Kenneth Battelle (April 19, 1927 – May 12, 2013), more usually known as Mr. Kenneth, was a leading New York hairdresser from the 1950s until his death. Sometimes described as the world's first celebrity hairdresser, Kenneth achieved international fame for creating Jacqueline Kennedy's bouffant in 1961. He counted Marilyn Monroe, Audrey Hepburn, and many of America's most high-profile socialites such as Brooke Astor and Happy Rockefeller among his clients. In 1961 he became the first, and only, hairdresser to win a Coty Award.

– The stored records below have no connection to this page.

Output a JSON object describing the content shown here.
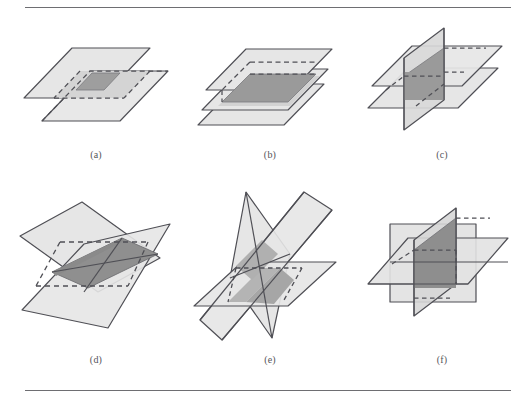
{
  "figure": {
    "kind": "multi-panel-geometry-diagram",
    "background_color": "#ffffff",
    "rules": {
      "stroke_color": "#6e6e72",
      "top_label": "top-horizontal-rule",
      "bottom_label": "bottom-horizontal-rule"
    },
    "style": {
      "outline_color": "#4f4f55",
      "plane_fill_light": "#e2e2e2",
      "plane_fill_mid": "#c9c9c9",
      "plane_fill_dark": "#9a9a9a",
      "plane_fill_darker": "#8c8c8c",
      "dashed_stroke_color": "#4f4f55",
      "caption_color": "#55555a"
    },
    "panels": [
      {
        "id": "a",
        "caption": "(a)",
        "name": "two-offset-parallel-planes",
        "plane_count": 2,
        "description": "Two parallel quadrilateral planes offset diagonally, with a small dark-gray overlap parallelogram at the centre and dashed hidden edges"
      },
      {
        "id": "b",
        "caption": "(b)",
        "name": "three-stacked-parallel-planes",
        "plane_count": 3,
        "description": "Three parallel quadrilateral planes stacked vertically, with a large dark-gray shared overlap region and dashed hidden edges"
      },
      {
        "id": "c",
        "caption": "(c)",
        "name": "two-horizontal-planes-one-vertical",
        "plane_count": 3,
        "description": "Two parallel horizontal planes pierced by one vertical plane, dark-gray intersection band in the middle"
      },
      {
        "id": "d",
        "caption": "(d)",
        "name": "two-tilted-crossing-planes",
        "plane_count": 2,
        "description": "Two large tilted planes crossing in an X, sharing a dark-gray lens-shaped intersection strip, with dashed hidden edges"
      },
      {
        "id": "e",
        "caption": "(e)",
        "name": "three-steeply-tilted-crossing-planes",
        "plane_count": 3,
        "description": "Three steeply inclined planes meeting at a common region, with mid-gray shared faces and a dashed hidden boundary"
      },
      {
        "id": "f",
        "caption": "(f)",
        "name": "three-mutually-perpendicular-planes",
        "plane_count": 3,
        "description": "A frontal square plane, a horizontal plane and a vertical plane meeting mutually at right angles with a dark-gray common core"
      }
    ]
  }
}
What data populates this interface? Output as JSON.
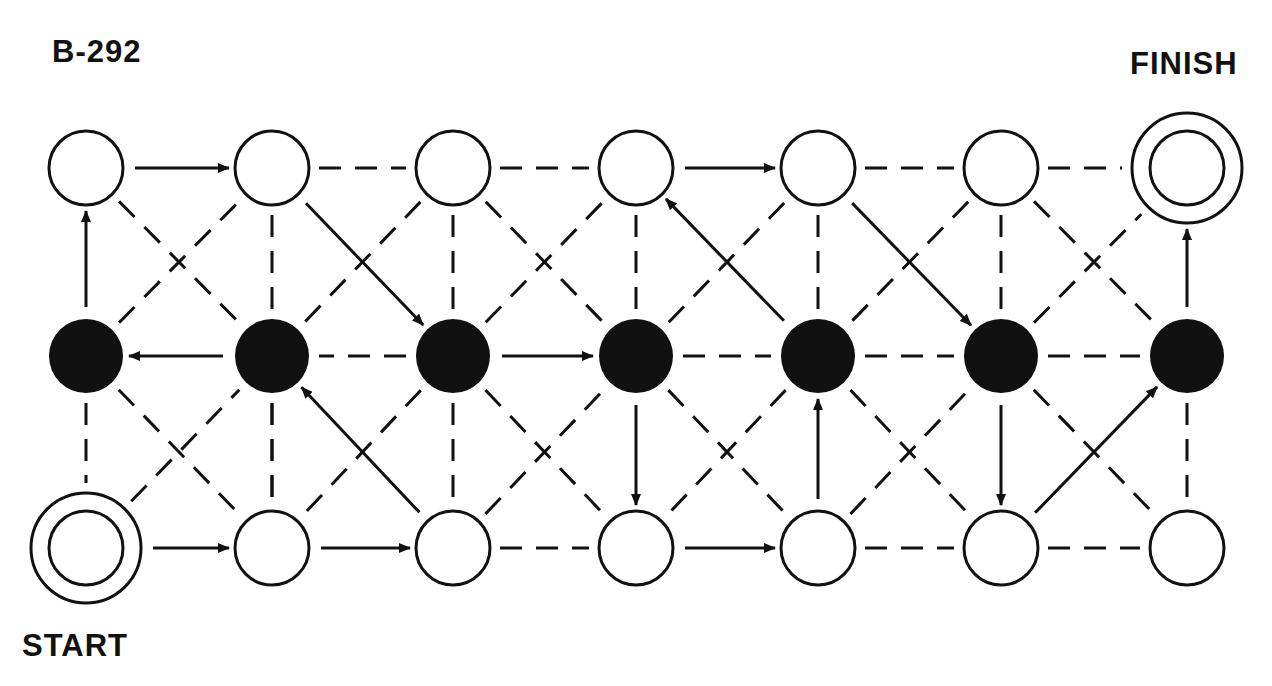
{
  "title": "B-292",
  "start_label": "START",
  "finish_label": "FINISH",
  "colors": {
    "ink": "#111111",
    "background": "#ffffff"
  },
  "columns_x": [
    86,
    272,
    453,
    636,
    818,
    1001,
    1187
  ],
  "rows_y": {
    "T": 168,
    "M": 356,
    "B": 548
  },
  "node_radius": 37,
  "nodes": [
    {
      "id": "T0",
      "row": "T",
      "col": 0,
      "type": "open"
    },
    {
      "id": "T1",
      "row": "T",
      "col": 1,
      "type": "open"
    },
    {
      "id": "T2",
      "row": "T",
      "col": 2,
      "type": "open"
    },
    {
      "id": "T3",
      "row": "T",
      "col": 3,
      "type": "open"
    },
    {
      "id": "T4",
      "row": "T",
      "col": 4,
      "type": "open"
    },
    {
      "id": "T5",
      "row": "T",
      "col": 5,
      "type": "open"
    },
    {
      "id": "T6",
      "row": "T",
      "col": 6,
      "type": "finish"
    },
    {
      "id": "M0",
      "row": "M",
      "col": 0,
      "type": "filled"
    },
    {
      "id": "M1",
      "row": "M",
      "col": 1,
      "type": "filled"
    },
    {
      "id": "M2",
      "row": "M",
      "col": 2,
      "type": "filled"
    },
    {
      "id": "M3",
      "row": "M",
      "col": 3,
      "type": "filled"
    },
    {
      "id": "M4",
      "row": "M",
      "col": 4,
      "type": "filled"
    },
    {
      "id": "M5",
      "row": "M",
      "col": 5,
      "type": "filled"
    },
    {
      "id": "M6",
      "row": "M",
      "col": 6,
      "type": "filled"
    },
    {
      "id": "B0",
      "row": "B",
      "col": 0,
      "type": "start"
    },
    {
      "id": "B1",
      "row": "B",
      "col": 1,
      "type": "open"
    },
    {
      "id": "B2",
      "row": "B",
      "col": 2,
      "type": "open"
    },
    {
      "id": "B3",
      "row": "B",
      "col": 3,
      "type": "open"
    },
    {
      "id": "B4",
      "row": "B",
      "col": 4,
      "type": "open"
    },
    {
      "id": "B5",
      "row": "B",
      "col": 5,
      "type": "open"
    },
    {
      "id": "B6",
      "row": "B",
      "col": 6,
      "type": "open"
    }
  ],
  "arrows": [
    [
      "B0",
      "B1"
    ],
    [
      "B1",
      "B2"
    ],
    [
      "B3",
      "B4"
    ],
    [
      "T0",
      "T1"
    ],
    [
      "T3",
      "T4"
    ],
    [
      "M0",
      "T0"
    ],
    [
      "M1",
      "M0"
    ],
    [
      "T1",
      "M2"
    ],
    [
      "B2",
      "M1"
    ],
    [
      "M2",
      "M3"
    ],
    [
      "M3",
      "B3"
    ],
    [
      "M4",
      "T3"
    ],
    [
      "B4",
      "M4"
    ],
    [
      "T4",
      "M5"
    ],
    [
      "M5",
      "B5"
    ],
    [
      "B5",
      "M6"
    ],
    [
      "M6",
      "T6"
    ]
  ],
  "dashed": [
    [
      "T1",
      "T2"
    ],
    [
      "T2",
      "T3"
    ],
    [
      "T4",
      "T5"
    ],
    [
      "T5",
      "T6"
    ],
    [
      "M2",
      "M1"
    ],
    [
      "M3",
      "M4"
    ],
    [
      "M4",
      "M5"
    ],
    [
      "M5",
      "M6"
    ],
    [
      "B2",
      "B3"
    ],
    [
      "B4",
      "B5"
    ],
    [
      "B5",
      "B6"
    ],
    [
      "T1",
      "M1"
    ],
    [
      "T2",
      "M2"
    ],
    [
      "T3",
      "M3"
    ],
    [
      "T4",
      "M4"
    ],
    [
      "T5",
      "M5"
    ],
    [
      "M0",
      "B0"
    ],
    [
      "M1",
      "B1"
    ],
    [
      "M2",
      "B2"
    ],
    [
      "M6",
      "B6"
    ],
    [
      "T0",
      "M1"
    ],
    [
      "M0",
      "T1"
    ],
    [
      "T2",
      "M1"
    ],
    [
      "T2",
      "M3"
    ],
    [
      "M2",
      "T3"
    ],
    [
      "M3",
      "T4"
    ],
    [
      "T5",
      "M4"
    ],
    [
      "T5",
      "M6"
    ],
    [
      "M5",
      "T6"
    ],
    [
      "M0",
      "B1"
    ],
    [
      "B0",
      "M1"
    ],
    [
      "M1",
      "B1"
    ],
    [
      "M2",
      "B1"
    ],
    [
      "M2",
      "B3"
    ],
    [
      "B2",
      "M3"
    ],
    [
      "M3",
      "B4"
    ],
    [
      "M4",
      "B3"
    ],
    [
      "M4",
      "B5"
    ],
    [
      "B4",
      "M5"
    ],
    [
      "M5",
      "B6"
    ]
  ]
}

Kenneth Everette Battelle was born in Syracuse, New York, the eldest son with four younger sisters. His father was a shoe salesman, who divorced his mother when Kenneth was 12, leaving their son to support his family through cooking and washing dishes, selling beer and working as an elevator operator. Aged 17, he joined the navy for eighteen months, after which he studied liberal arts at Syracuse University for six months (which was all his G.I. Bill funding allowed for) before dropping out when the funds ran out. After seeing an advertisement for the Wanamaker Academy of Beauty in New York that promised graduates $100-a-week jobs, he studied there for 6 months, supporting himself by working for a restaurant and playing the piano in a local bar. After this, he studied further at the Marinello Academy of Beauty Culture in Syracuse, before finding a job at the Starlet Beauty Bar salon opposite the Greyhound bus station.

Kenneth was at the Starlet Beauty Bar for four years, where he developed a well-received 1930s-inspired variation on the bob cut called the 'club cut'. After this, in October 1949, he went to Miami to work in a hotel salon. On July 1, 1950, Kenneth moved to Manhattan, New York, where he was offered a job by Elizabeth Arden in Lexington, Kentucky. Rather than move out of New York so soon after moving there, he went to Helena Rubinstein on the 52nd and Fifth instead, for whom he would work for the next five years.